Tuesday, March 12, 2013

The Place Where Reasons Fail

I have come to realize that the most important questions we can ask ourselves, such as where we are going, what gives us joy, and how best can we give our lives to others cannot be answered by our minds alone.  There are so many good ways to live a life, so much good that can be done by so many different things.  Is it better for me to spend my time helping the sick or helping the homeless?  Should I be a monk or be a university administrator?  Should I marry Susie or should I marry Jenny?

If reason alone could tell us what to do, then everyone would probably end up doing the same thing.  At least, that is, if everyone was acting rationally.  But I know of no way to weigh in a scale one good against another.  How can you weigh the good of being a doctor against that of being an engineer?  How can you weigh creating a new life against saving one? 

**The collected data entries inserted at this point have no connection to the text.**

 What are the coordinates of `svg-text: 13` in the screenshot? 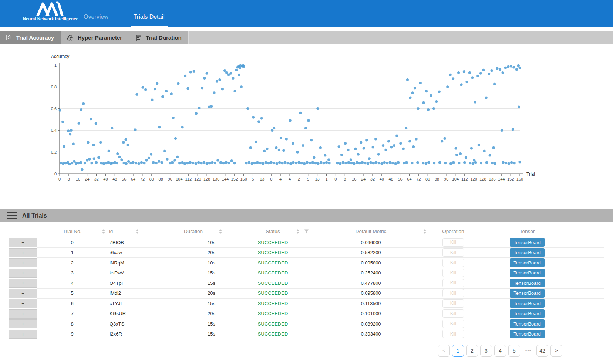 It's located at (262, 179).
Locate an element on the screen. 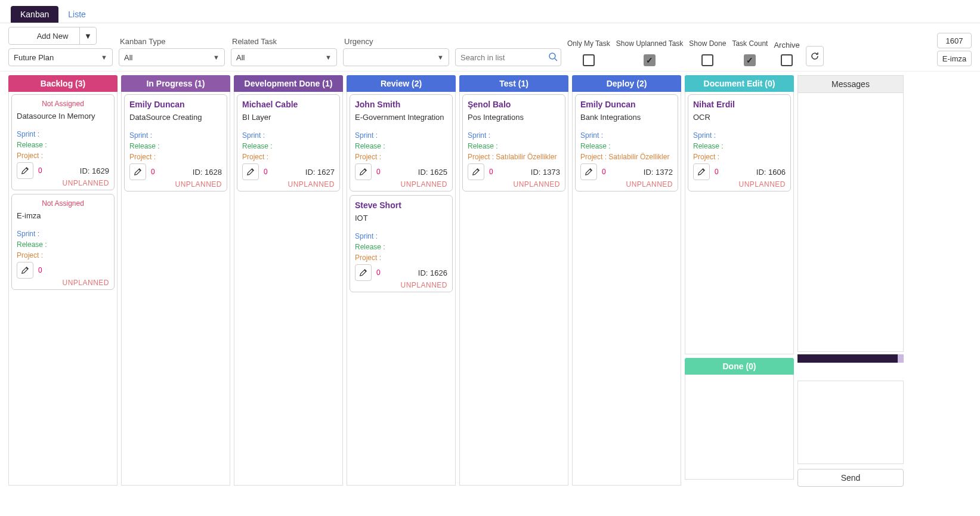 The image size is (980, 516). card-title: BI Layer is located at coordinates (289, 117).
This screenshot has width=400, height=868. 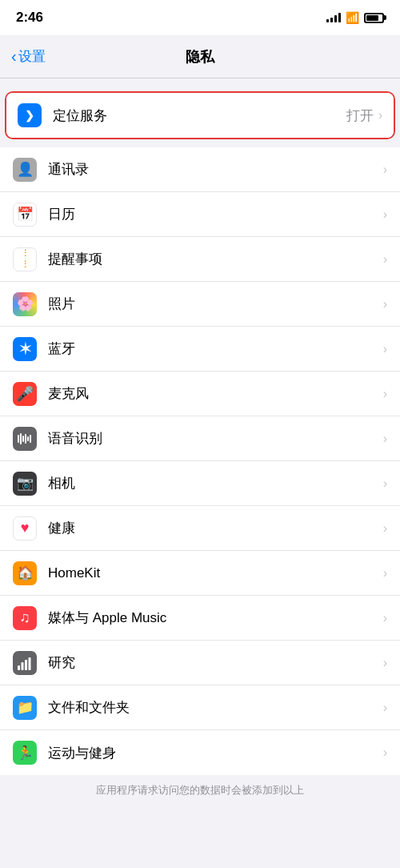 What do you see at coordinates (360, 115) in the screenshot?
I see `location-value: 打开` at bounding box center [360, 115].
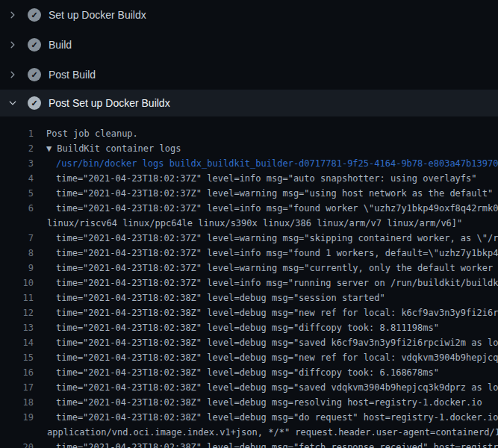  What do you see at coordinates (249, 193) in the screenshot?
I see `log-line: 5 time="2021-04-23T18:02:37Z" level=warn…` at bounding box center [249, 193].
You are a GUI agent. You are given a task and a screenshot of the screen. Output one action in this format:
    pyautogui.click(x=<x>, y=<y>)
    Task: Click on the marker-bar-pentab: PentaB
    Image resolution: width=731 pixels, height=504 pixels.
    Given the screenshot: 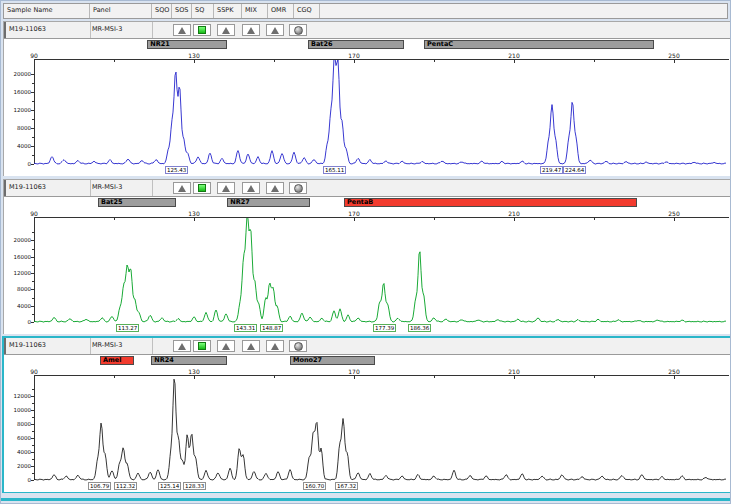 What is the action you would take?
    pyautogui.click(x=490, y=202)
    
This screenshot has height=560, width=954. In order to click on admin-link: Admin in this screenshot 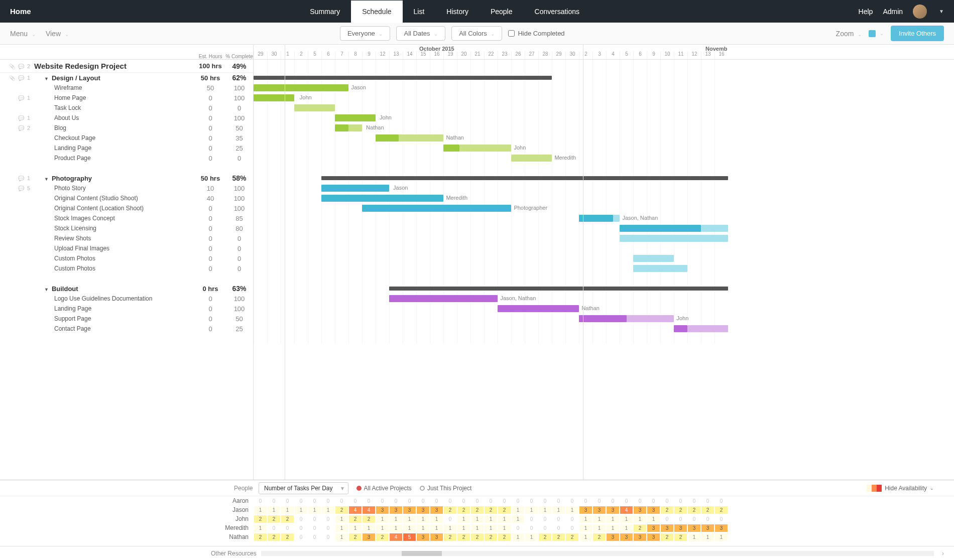, I will do `click(893, 12)`.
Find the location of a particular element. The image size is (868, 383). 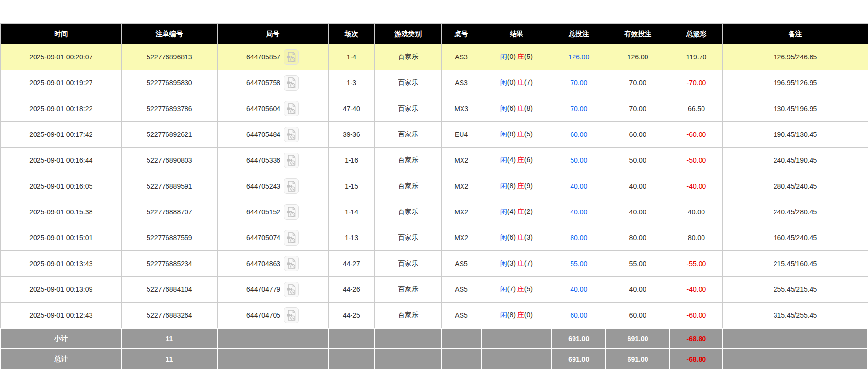

session: 1-15 is located at coordinates (351, 186).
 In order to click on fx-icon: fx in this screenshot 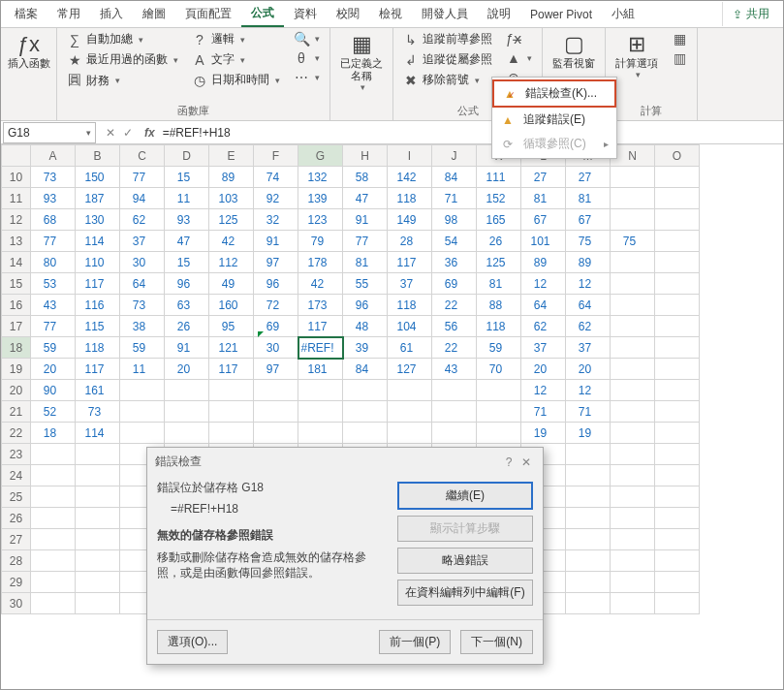, I will do `click(149, 133)`.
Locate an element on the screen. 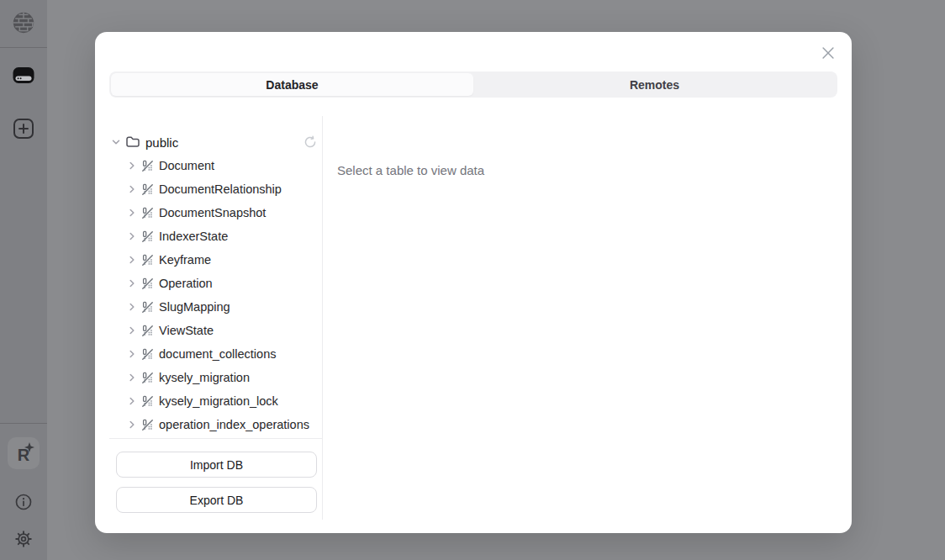 The image size is (945, 560). table-name: operation_index_operations is located at coordinates (234, 425).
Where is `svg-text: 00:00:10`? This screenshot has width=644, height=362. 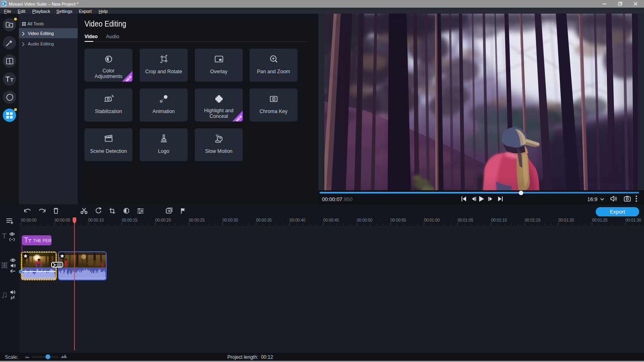 svg-text: 00:00:10 is located at coordinates (96, 220).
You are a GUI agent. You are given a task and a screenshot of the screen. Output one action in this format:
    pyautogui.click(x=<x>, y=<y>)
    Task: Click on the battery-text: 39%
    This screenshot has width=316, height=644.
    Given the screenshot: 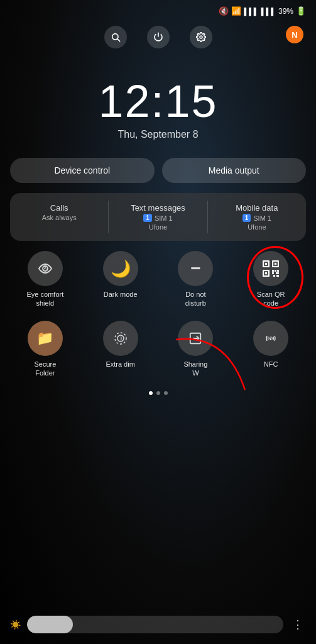 What is the action you would take?
    pyautogui.click(x=286, y=11)
    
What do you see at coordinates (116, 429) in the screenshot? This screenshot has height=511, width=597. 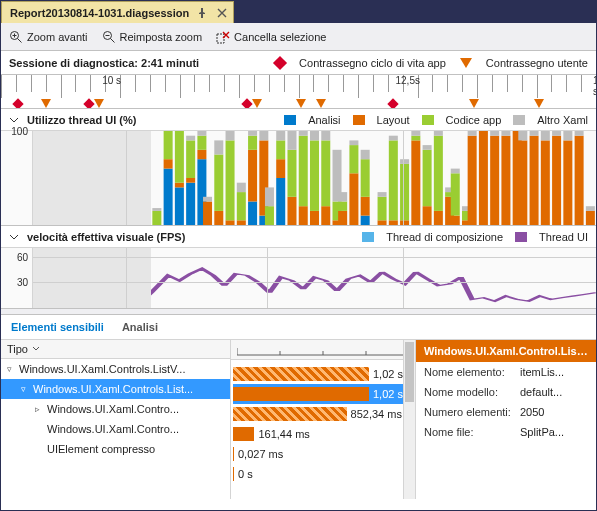 I see `tree-row: Windows.UI.Xaml.Contro...` at bounding box center [116, 429].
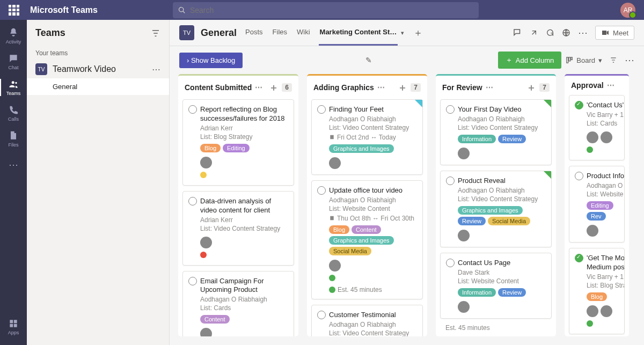  Describe the element at coordinates (358, 33) in the screenshot. I see `tab-marketing: Marketing Content St…` at that location.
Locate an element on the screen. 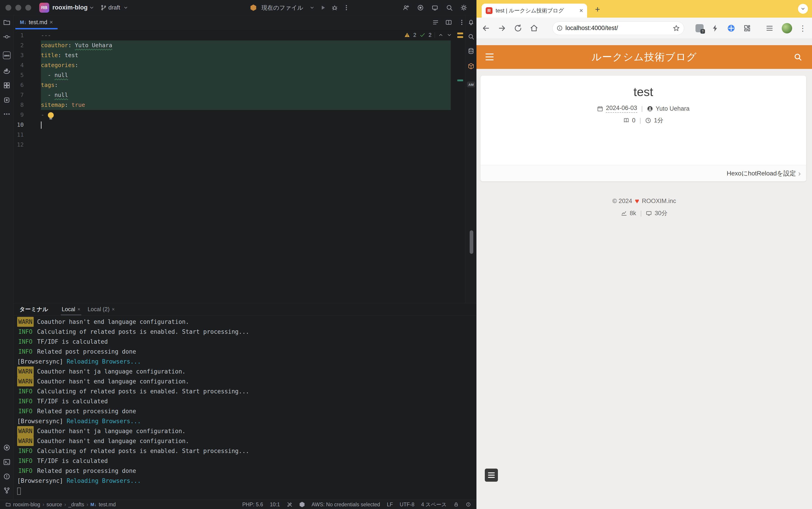  run-configuration: 現在のファイル is located at coordinates (282, 8).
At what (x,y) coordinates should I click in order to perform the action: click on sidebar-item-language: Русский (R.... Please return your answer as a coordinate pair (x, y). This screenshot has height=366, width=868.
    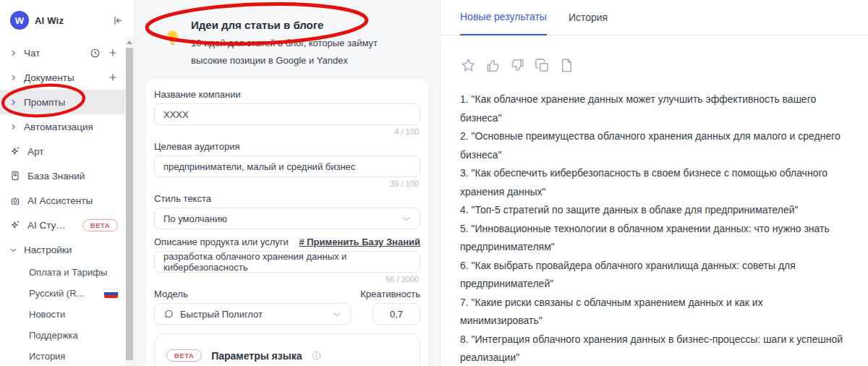
    Looking at the image, I should click on (62, 294).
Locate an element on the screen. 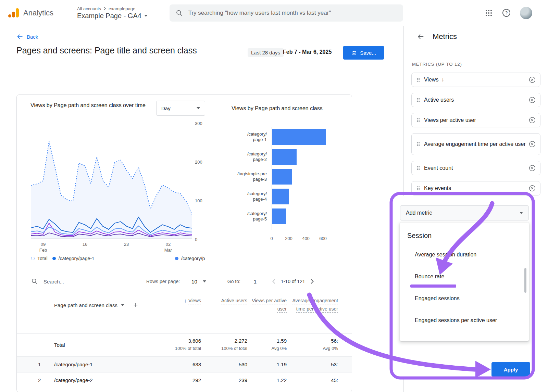 This screenshot has height=392, width=548. add-dimension-button is located at coordinates (136, 305).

The beauty is that each person is different, and is each called to bring forth a different kind of good into the world.

Reason is nice.  It can help us figure out a lot of things.  It works pretty well for telling right from wrong and a good idea from a stupid idea.  But I don't think it can answer those deep questions about the primary way in which we are to live our lives.  I think that's because in the Christian life, all the reasons come down to one reason.  The one reason to do anything is because one loves God above anything else.  But this one reason leads to many different responses.  Indeed, it leads to infinitely many.  No two saints are the same.  So to answer the question of the particulars to which this love is leading us, we have to go to that place where reasons fail.  We have to find the deep stirrings of God in our hearts, to find that place where our deepest desires come alive.

This is a scary thing, because it requires trust.  We can have control over reason.  To reason about something enables us to explain it.  Then we can understand the 'why?'  But to trust what we hear in the silence, to trust that to which we are drawn in a deep and inexplicable way requires relinquishing all control.  Desire is unexplainable.  Can you explain to me why you are drawn to particular people?  Really?  Can you explain a beautiful face?  Impossible.  In a way, we cannot possibly understand ourselves.  We just have to listen and follow.  We have to be open, and to follow trustingly.  We have to relinquish all control in answering these fundamental questions about what good we are called to create in the world.  We have to let go.